Mitt Romney isn't merely rich, you might point out. He is really, really rich. But so what? The most admired men in America are already millionaires or better. In a recent Gallup poll the top five most-admired were: Barack Obama (millionaire), George W. Bush (millionaire), Bill Clinton (millionaire), Rev. Billy Graham (millionaire), and Warren Buffett (billionaire).

America's relationship to Warren Buffett's wealth and politics proves that liberals are always ready to embrace the rich, provided they're liberal. Last August, Buffett, the world's third-richest person, urged Congress to raise taxes on millionaires. The left hailed him for being a brave and outspoken champion of the progressive tax code. When Mitt Romney, who would be one of the richest presidents in U.S. history, put out a proposal that amounted to the Bush tax cuts on steroids, liberals attacked him. Buffett and Romney's wealth isn't the issue. The bottom line -- the only line -- is this: Buffett agrees with the left, and Romney doesn't.

THE QUESTION THAT MATTERS

If voters don't care, then why does Mitt's money matter? The easiest answer is that his net worth matters politically, because it can be weaponized for partisan gain by Democrats to excite other Democrats. Another easy answer is that Mitt's money shouldn't matter at all, period.

But maybe Romney's money matters, not for the net worth tag, but for the way it casts into relief some profound questions about wealth, taxation, and welfare in America. It gives a face and a heightened awareness to the debate that was already churning in election 2012.

Romney pays an effective federal tax rate of 15%. Is that appropriate? Maybe you think there are acceptable reasons to want investment income taxed at a lower percentage. The way I see it, a millionaire being taxed the same effective federal rate as a family making between $50,000 an $75,000 is a fixable failure of progressive tax policy. Either way, Romney's money forces that debate, especially since he's proposed extending the Bush tax cuts for the rich while letting the Obama tax cuts for the low-income expire.
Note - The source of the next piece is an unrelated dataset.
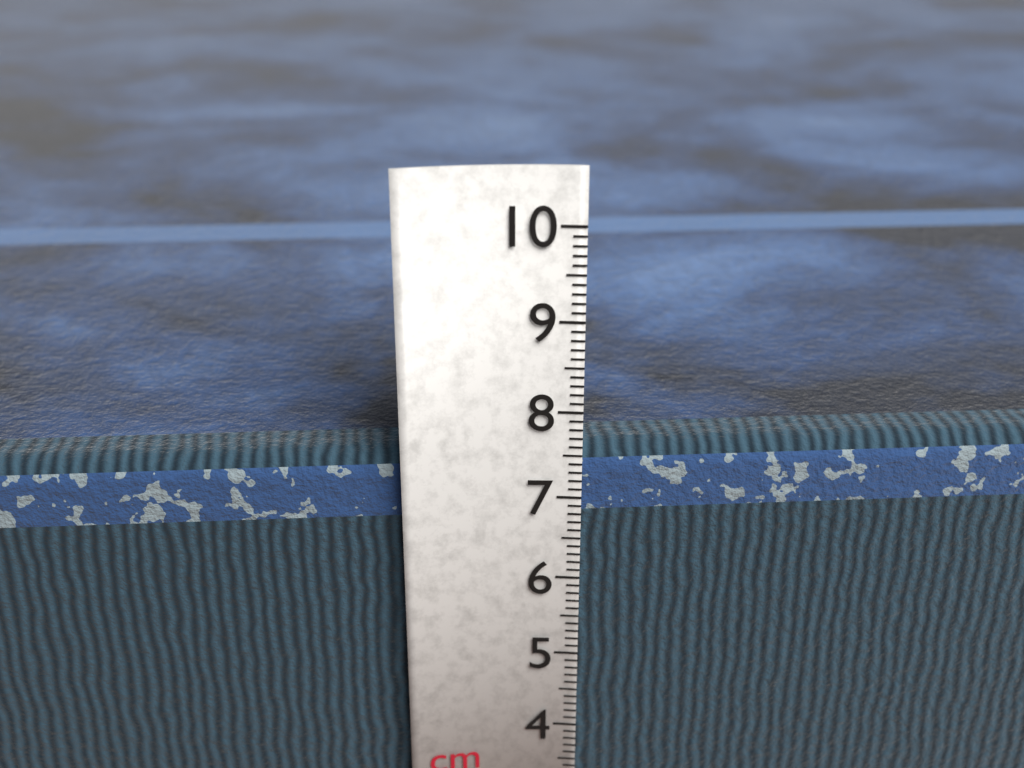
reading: 7.5 cm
Here's another. Several Republican candidates, and conservative writers like James Pethokoukis, think we should slash investment taxes. That would bring Mitt Romney's effective tax rate to zero -- the same as a family in deep poverty. Is that appropriate? Maybe it's really important for you to encourage investment. The way I see it, a dollar we deprive the Treasury is a dollar we have to cut from public services (likely to impact the poor) or raise in other taxes (likely to impact the poorer), making it really irresponsible to cut investment taxes while reducing help for the middle class. Still, Romney's money focuses that debate.

Will a large swath of the public vote for or against Mitt Romney based on the fact that he's worth more than $200 million? I don't think so. That's not what matters. But does Romney's wealth make it harder for him to make the case for conservatism and lower taxes? I don't know the answer. But I think that's the question that matters.